When you open KlaipėdaTraffic.lt, you are not looking at a simulation or a delayed global feed. You are seeing real radio signals that ships are transmitting in the Klaipėda area right now.
Every AIS target you see on the map comes from real VHF radio signals broadcast by ships:
This means:
If a ship switches off AIS – it disappears. If the signal is weak or blocked by buildings or terrain – it may flicker or drop out. That’s not a bug, that’s how radio works.
Sometimes people open the site and ask:
“Why is this ship missing?” or “Why did this ship appear later?”
The reason is simple: AIS is not a continuous stream. Ships transmit at different intervals depending on their status and speed. Typical Class A AIS behaviour looks like this:
So in practice:
Again – this is not KlaipėdaTraffic being “slow” – this is how AIS itself works.
There are many AIS sites on the internet. KlaipėdaTraffic is a bit different:
We do not mix data from thousands of unknown receivers. We use our own AIS stations installed for this project in the Klaipėda area. That gives us control over quality and coverage.
Global networks often route data through several servers and apply heavy processing, which can add 30–90 seconds of delay. KlaipėdaTraffic sends data straight from our receivers to the map, with very little buffering.
The whole project is built around Klaipėda port:
We are not trying to cover the entire world – we are trying to do one port very well.
Some services clean or smooth data to make tracks look nicer. On KlaipėdaTraffic:
It is not always beautiful, but it is honest.
Think of it like listening on a VHF radio: if a ship doesn’t talk, we don’t hear it. If it whispers from behind a warehouse, we might hear it only sometimes.
Welcome to KlaipėdaTraffic.lt – a small local project trying to show Klaipėda port traffic as it really is, not as marketing would like it to be.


◆ **Exercise brief**
Nothing but the lines from the one showing "Describe the element at coordinates (870, 564)" through the final line of the data below belongs in the answer, duplicated exactly and without pictures.

[Saved data entries]

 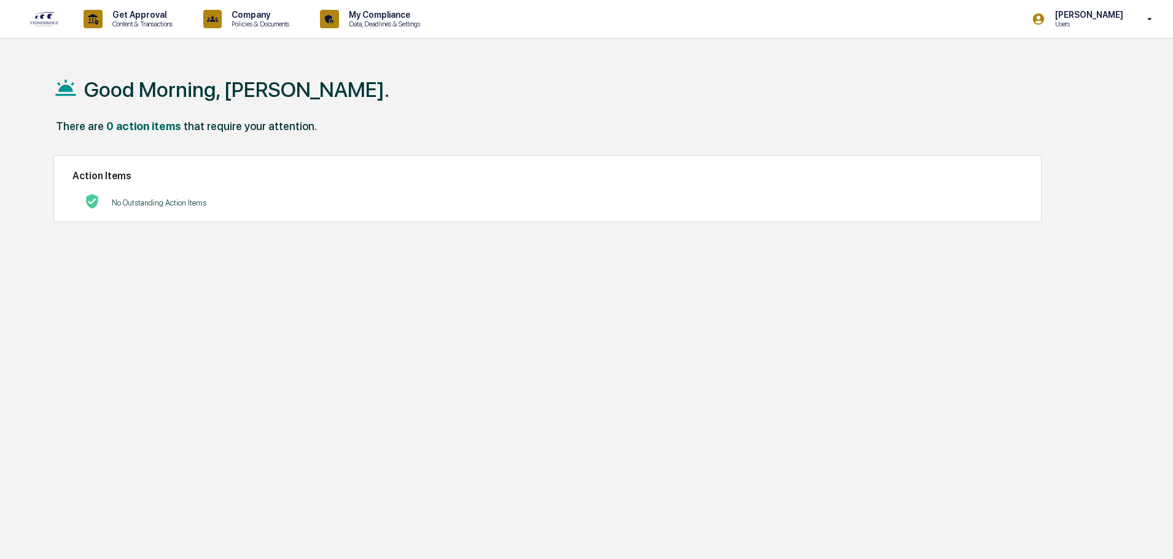 I want to click on h2: Action Items, so click(x=547, y=176).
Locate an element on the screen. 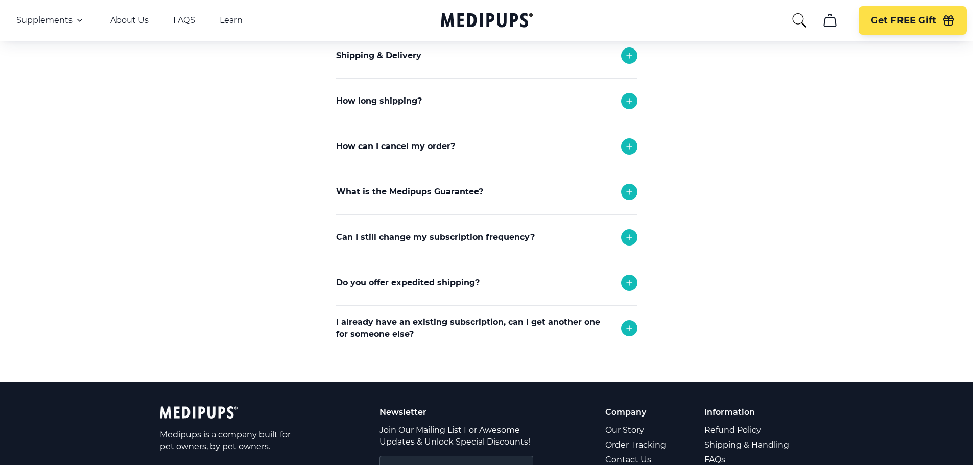 The width and height of the screenshot is (973, 465). div: Yes you can. Simply reach out to support and we will adjust your monthly deliveries! is located at coordinates (487, 287).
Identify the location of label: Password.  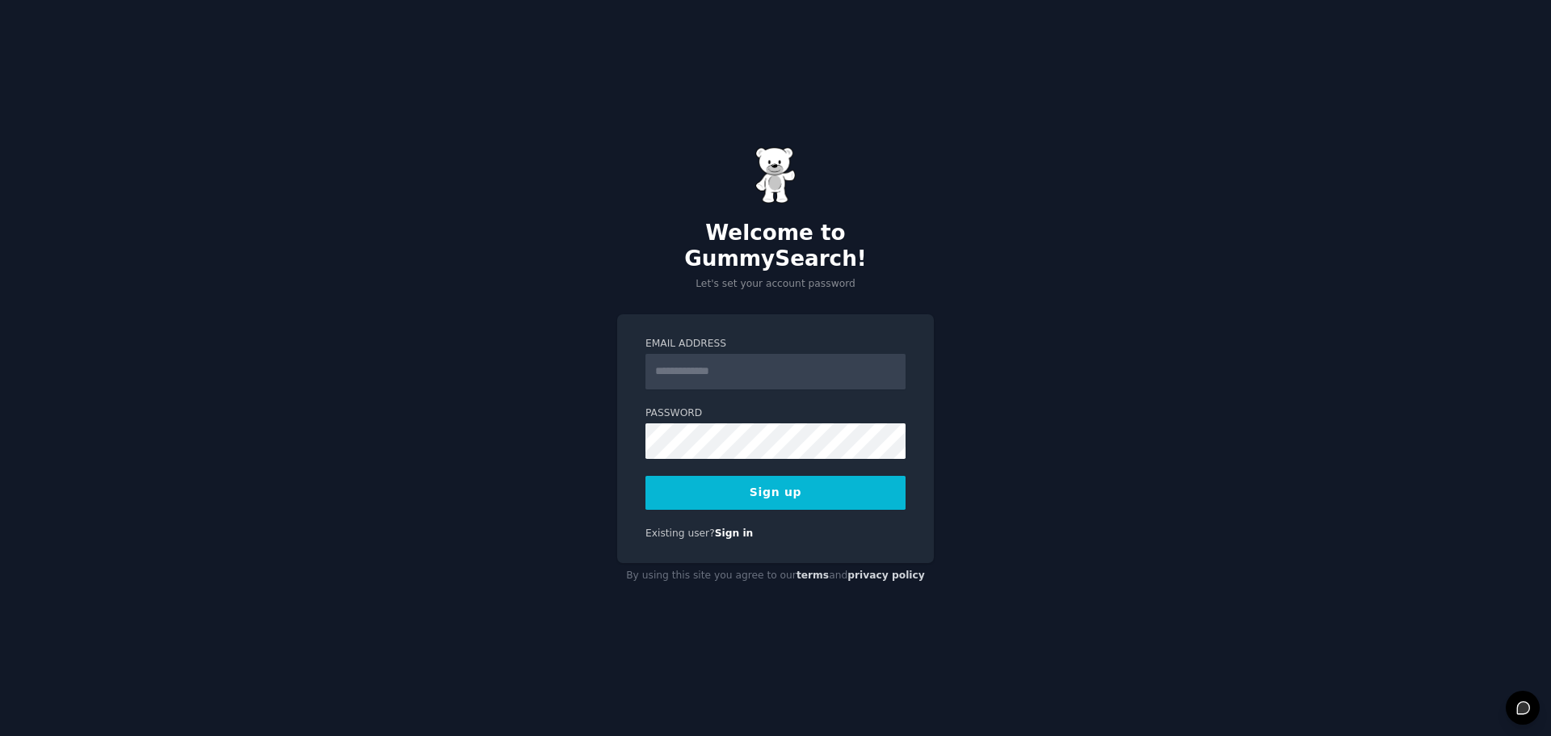
(776, 414).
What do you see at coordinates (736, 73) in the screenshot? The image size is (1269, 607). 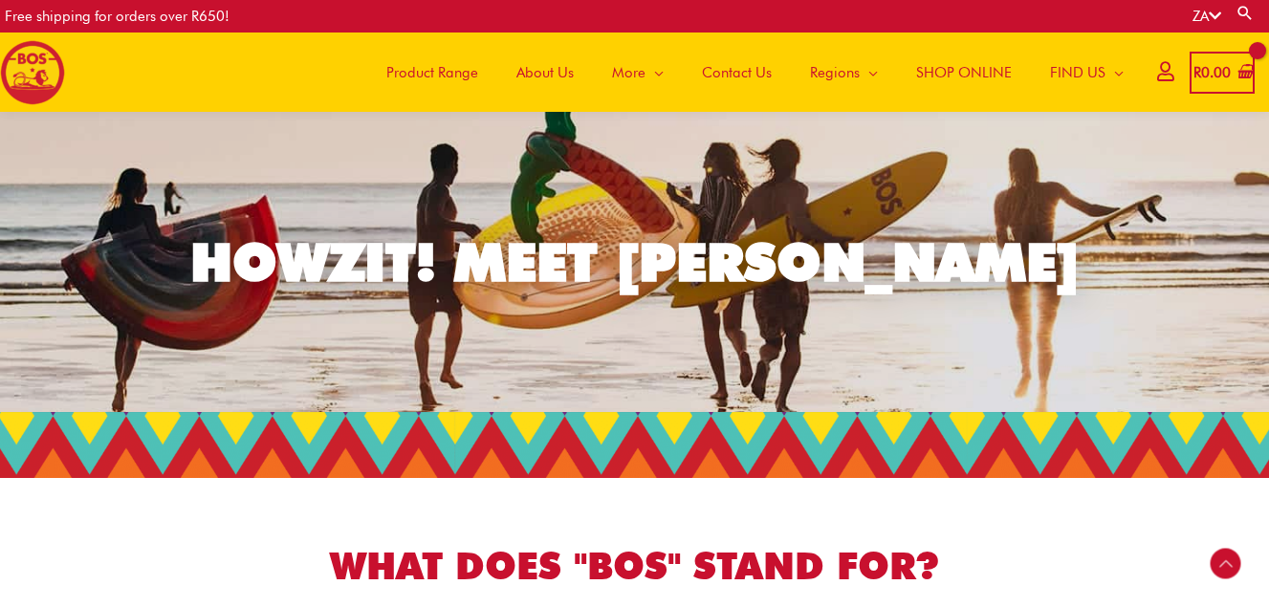 I see `span: Contact Us` at bounding box center [736, 73].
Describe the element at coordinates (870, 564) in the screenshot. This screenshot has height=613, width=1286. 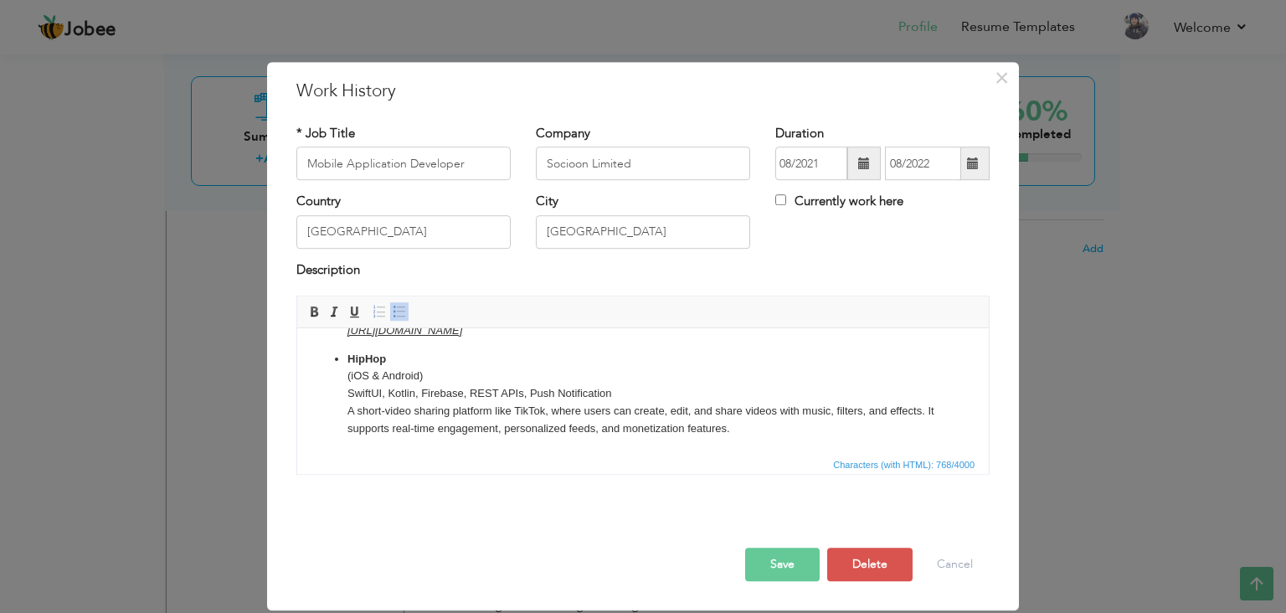
I see `button: Delete` at that location.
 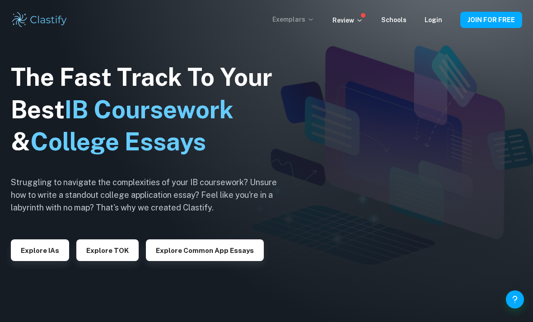 What do you see at coordinates (151, 195) in the screenshot?
I see `h6: Struggling to navigate the complexities of your IB coursework? Unsure how to write a standout col...` at bounding box center [151, 195].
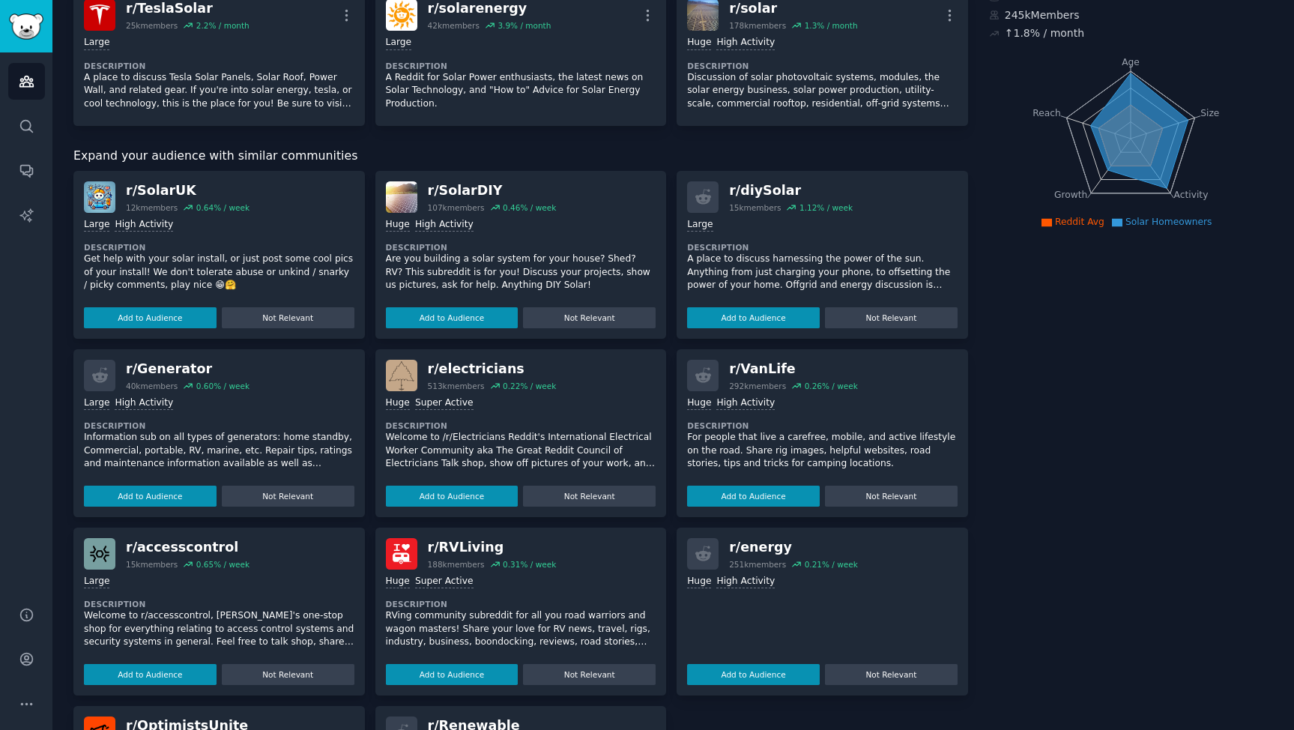 Image resolution: width=1294 pixels, height=730 pixels. Describe the element at coordinates (521, 91) in the screenshot. I see `p: A Reddit for Solar Power enthusiasts, the latest news on Solar Technology, and "How to" Advice fo...` at that location.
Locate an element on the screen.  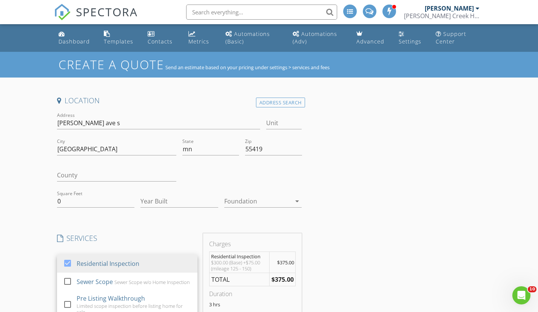
a: SPECTORA is located at coordinates (96, 18).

◆ **Response box**
Describe the element at coordinates (870, 564) in the screenshot. This screenshot has height=613, width=1286. 
I see `button: Delete` at that location.
  What do you see at coordinates (151, 195) in the screenshot?
I see `h6: Struggling to navigate the complexities of your IB coursework? Unsure how to write a standout col...` at bounding box center [151, 195].
 Image resolution: width=1294 pixels, height=730 pixels. Describe the element at coordinates (521, 91) in the screenshot. I see `p: A Reddit for Solar Power enthusiasts, the latest news on Solar Technology, and "How to" Advice fo...` at that location.
Locate an element on the screen.  
a: SPECTORA is located at coordinates (96, 18).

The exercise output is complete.